Bronze Beauty

For all the high-jinx jolliness of this time of year, late December can be tension territory. Fun friends or family get-togethers can get all together less fun when cousin comments on something she shouldn’t, or brother and sister start bickering about a thing over the brandy butter and mince pies. Putting lots of people into a space and filling them up on food and booze can sometimes add fuel to the fire of seasonal stress, and tips for taking the testiness down some notches are appearing everywhere right about now. The salient point to stick to I suppose is that a picture-perfect holiday gathering is a cheesy movie myth, and nothing more.

And anyway, it seems that sometimes a little knife-edge tension can actually come out looking rather lovely: Knife Edge Mirror Two Piece (1976-1978) by Sir Henry Moore stands serene and shimmering at the entrance of the NGA East, and what an enveloping and evolving work it is.

Born into a mining family as the seventh of eight children, Moore (1898 – 1986) would become the most famous British sculptor of the 20th century. The two subjects that stick out most obviously in his oeuvre are the mother and child (which he treated without sentimentality) and the female figure (often looking fluid as a landscape).

Knife Edge Mirror Two Piece perfectly platforms so much of what Moore was about. For a start there’s truth in his use of materials, so that bronze still looks like bronze (Moore said “stone should not be falsified to look like soft flesh… it should keep its hard tense stoniness). He’d started his career carving stone and wood but after the war began working in bronze, which allowed him to go bigger and better, as here. Cast in several pieces, this piece is run-through with the very feel and flow of the material.

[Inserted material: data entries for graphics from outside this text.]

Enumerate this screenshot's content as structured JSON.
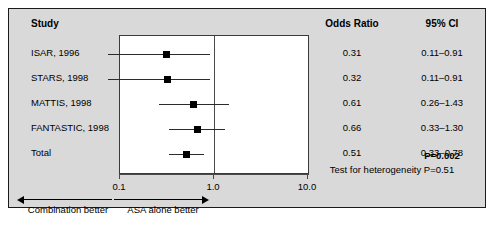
{
  "figure": {
    "headers": {
      "study": "Study",
      "odds_ratio": "Odds Ratio",
      "ci": "95% CI"
    },
    "footer": {
      "p_value": "P=0.002",
      "heterogeneity": "Test for heterogeneity P=0.51"
    },
    "axis": {
      "ticks": [
        "0.1",
        "1.0",
        "10.0"
      ]
    },
    "annotations": {
      "left": "Combination better",
      "right": "ASA alone better"
    },
    "colors": {
      "panel_bg": "#d9d9d9",
      "plot_bg": "#ffffff",
      "border": "#1a1a1a",
      "marker": "#000000",
      "refline": "#4a4a4a"
    }
  },
  "chart_data": {
    "type": "forest",
    "title": "",
    "xlabel": "Odds Ratio",
    "ylabel": "",
    "xscale": "log",
    "xlim": [
      0.1,
      10.0
    ],
    "xticks": [
      0.1,
      1.0,
      10.0
    ],
    "reference_line": 1.0,
    "grid": false,
    "legend": "none",
    "columns": [
      "Study",
      "Odds Ratio",
      "95% CI"
    ],
    "rows": [
      {
        "study": "ISAR, 1996",
        "or": 0.31,
        "or_text": "0.31",
        "ci_text": "0.11–0.91",
        "low": 0.11,
        "high": 0.91,
        "is_total": false,
        "clipped_low": true
      },
      {
        "study": "STARS, 1998",
        "or": 0.32,
        "or_text": "0.32",
        "ci_text": "0.11–0.91",
        "low": 0.11,
        "high": 0.91,
        "is_total": false,
        "clipped_low": true
      },
      {
        "study": "MATTIS, 1998",
        "or": 0.61,
        "or_text": "0.61",
        "ci_text": "0.26–1.43",
        "low": 0.26,
        "high": 1.43,
        "is_total": false,
        "clipped_low": false
      },
      {
        "study": "FANTASTIC, 1998",
        "or": 0.66,
        "or_text": "0.66",
        "ci_text": "0.33–1.30",
        "low": 0.33,
        "high": 1.3,
        "is_total": false,
        "clipped_low": false
      },
      {
        "study": "Total",
        "or": 0.51,
        "or_text": "0.51",
        "ci_text": "0.33–0.78",
        "low": 0.33,
        "high": 0.78,
        "is_total": true,
        "clipped_low": false
      }
    ],
    "annotations": {
      "p_value": "P=0.002",
      "heterogeneity": "Test for heterogeneity P=0.51",
      "left_arrow_label": "Combination better",
      "right_arrow_label": "ASA alone better"
    }
  }
}
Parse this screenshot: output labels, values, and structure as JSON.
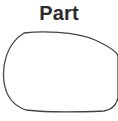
{
  "title": "Part",
  "figure": {
    "icon": "mirror-glass-outline-icon",
    "stroke_color": "#444444"
  }
}
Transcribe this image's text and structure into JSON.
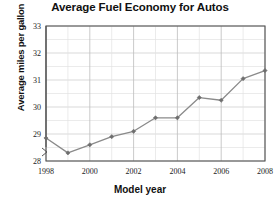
{
  "chart_data": {
    "type": "line",
    "title": "Average Fuel Economy for Autos",
    "xlabel": "Model year",
    "ylabel": "Average miles per gallon",
    "x": [
      1998,
      1999,
      2000,
      2001,
      2002,
      2003,
      2004,
      2005,
      2006,
      2007,
      2008
    ],
    "values": [
      28.85,
      28.3,
      28.6,
      28.9,
      29.1,
      29.6,
      29.6,
      30.35,
      30.25,
      31.05,
      31.35
    ],
    "series": [
      {
        "name": "Average miles per gallon",
        "values": [
          28.85,
          28.3,
          28.6,
          28.9,
          29.1,
          29.6,
          29.6,
          30.35,
          30.25,
          31.05,
          31.35
        ]
      }
    ],
    "xlim": [
      1998,
      2008
    ],
    "ylim": [
      28,
      33
    ],
    "y_tick_labels": [
      "28",
      "29",
      "30",
      "31",
      "32",
      "33"
    ],
    "y_ticks": [
      28,
      29,
      30,
      31,
      32,
      33
    ],
    "x_tick_labels": [
      "1998",
      "2000",
      "2002",
      "2004",
      "2006",
      "2008"
    ],
    "x_ticks": [
      1998,
      2000,
      2002,
      2004,
      2006,
      2008
    ],
    "grid": true,
    "minor_grid_step": 0.5,
    "legend": null,
    "axis_break": true,
    "axis_break_note": "y-axis broken below 28",
    "line_color": "#8a8a8a",
    "marker_color": "#6e6e6e",
    "marker": "diamond",
    "grid_color": "#cfcfcf",
    "axis_color": "#555555",
    "background": "#ffffff"
  }
}
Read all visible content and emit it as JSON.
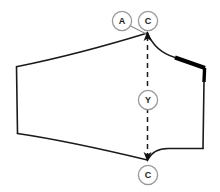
{
  "figure": {
    "background_color": "#ffffff",
    "outline_color": "#1a1a1a",
    "emphasis_color": "#000000",
    "callout_stroke_color": "#9a9a9a",
    "grainline": {
      "label": "Y",
      "style": "dashed",
      "arrow_top": true,
      "arrow_bottom": true
    },
    "callouts": [
      {
        "id": "callout-a-top",
        "label": "A",
        "cx": 122,
        "cy": 21,
        "r": 10
      },
      {
        "id": "callout-c-top",
        "label": "C",
        "cx": 148,
        "cy": 21,
        "r": 10
      },
      {
        "id": "callout-y-center",
        "label": "Y",
        "cx": 148,
        "cy": 100,
        "r": 10
      },
      {
        "id": "callout-c-bottom",
        "label": "C",
        "cx": 148,
        "cy": 175,
        "r": 10
      }
    ],
    "notes": {
      "emphasis_segment": "upper-right-edge",
      "shape": "curved quadrilateral panel"
    }
  }
}
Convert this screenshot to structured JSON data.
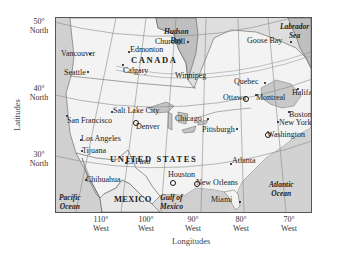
{
  "map": {
    "axis": {
      "y_title": "Latitudes",
      "x_title": "Longitudes",
      "latitudes": [
        {
          "deg": "50°",
          "dir": "North"
        },
        {
          "deg": "40°",
          "dir": "North"
        },
        {
          "deg": "30°",
          "dir": "North"
        }
      ],
      "longitudes": [
        {
          "deg": "110°",
          "dir": "West"
        },
        {
          "deg": "100°",
          "dir": "West"
        },
        {
          "deg": "90°",
          "dir": "West"
        },
        {
          "deg": "80°",
          "dir": "West"
        },
        {
          "deg": "70°",
          "dir": "West"
        }
      ]
    },
    "countries": {
      "canada": "CANADA",
      "united_states": "UNITED STATES",
      "mexico": "MEXICO"
    },
    "water_bodies": {
      "hudson_bay": [
        "Hudson",
        "Bay"
      ],
      "labrador_sea": [
        "Labrador",
        "Sea"
      ],
      "atlantic_ocean": [
        "Atlantic",
        "Ocean"
      ],
      "pacific_ocean": [
        "Pacific",
        "Ocean"
      ],
      "gulf_of_mexico": [
        "Gulf of",
        "Mexico"
      ]
    },
    "cities": {
      "churchill": "Churchill",
      "edmonton": "Edmonton",
      "vancouver": "Vancouver",
      "seattle": "Seattle",
      "calgary": "Calgary",
      "winnipeg": "Winnipeg",
      "goose_bay": "Goose Bay",
      "quebec": "Quebec",
      "ottawa": "Ottawa",
      "montreal": "Montreal",
      "halifax": "Halifax",
      "boston": "Boston",
      "new_york": "New York",
      "washington": "Washington",
      "salt_lake_city": "Salt Lake City",
      "san_francisco": "San Francisco",
      "denver": "Denver",
      "chicago": "Chicago",
      "pittsburgh": "Pittsburgh",
      "los_angeles": "Los Angeles",
      "tijuana": "Tijuana",
      "el_paso": "El Paso",
      "atlanta": "Atlanta",
      "houston": "Houston",
      "new_orleans": "New Orleans",
      "chihuahua": "Chihuahua",
      "miami": "Miami"
    },
    "colors": {
      "land": "#f4f4f4",
      "water": "#bdbdbd",
      "other_land": "#dcdcdc",
      "grid": "#8a8a8a",
      "border": "#555555"
    }
  }
}
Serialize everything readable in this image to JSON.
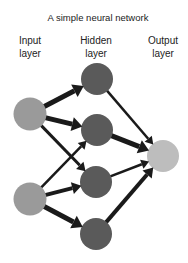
{
  "title": "A simple neural network",
  "layers": {
    "input": {
      "line1": "Input",
      "line2": "layer"
    },
    "hidden": {
      "line1": "Hidden",
      "line2": "layer"
    },
    "output": {
      "line1": "Output",
      "line2": "layer"
    }
  },
  "colors": {
    "input_node": "#9a9a9a",
    "hidden_node": "#5a5a5a",
    "output_node": "#bdbdbd",
    "edge": "#1a1a1a"
  },
  "nodes": [
    {
      "id": "i1",
      "layer": "input",
      "cx": 30,
      "cy": 114,
      "r": 16.5
    },
    {
      "id": "i2",
      "layer": "input",
      "cx": 30,
      "cy": 199,
      "r": 16.5
    },
    {
      "id": "h1",
      "layer": "hidden",
      "cx": 97,
      "cy": 79,
      "r": 16
    },
    {
      "id": "h2",
      "layer": "hidden",
      "cx": 97,
      "cy": 130,
      "r": 16
    },
    {
      "id": "h3",
      "layer": "hidden",
      "cx": 96,
      "cy": 182,
      "r": 16
    },
    {
      "id": "h4",
      "layer": "hidden",
      "cx": 96,
      "cy": 234,
      "r": 16
    },
    {
      "id": "o1",
      "layer": "output",
      "cx": 163,
      "cy": 156,
      "r": 16
    }
  ],
  "edges": [
    {
      "from": "i1",
      "to": "h1",
      "weight": 5
    },
    {
      "from": "i1",
      "to": "h2",
      "weight": 5
    },
    {
      "from": "i1",
      "to": "h3",
      "weight": 3
    },
    {
      "from": "i2",
      "to": "h2",
      "weight": 2.5
    },
    {
      "from": "i2",
      "to": "h3",
      "weight": 4
    },
    {
      "from": "i2",
      "to": "h4",
      "weight": 5
    },
    {
      "from": "h1",
      "to": "o1",
      "weight": 2.5
    },
    {
      "from": "h2",
      "to": "o1",
      "weight": 5
    },
    {
      "from": "h3",
      "to": "o1",
      "weight": 2.5
    },
    {
      "from": "h4",
      "to": "o1",
      "weight": 4
    }
  ]
}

What I love about Moore is his utter rejection of classical or Renaissance ideals of beauty: instead he tapped into older times, taking ancient and primitive sculpture as his source and inspiration. This work here has an undulating energy that seems to shimmy up and through the forms. In fact I’d say the formula here is to be entirely form-driven, with Moore himself seeming to push us to an acceptance of shape and space as stand-alone entities. “The sensitive observer of sculpture must also learn to feel shape as shape, not as a description or reminiscence” he said. So there it is, an assemblage of curved shapes showing soft sides and flat facets that entrance us at that entrance with their simple grace. Soothing, for sure. What seasonal stress?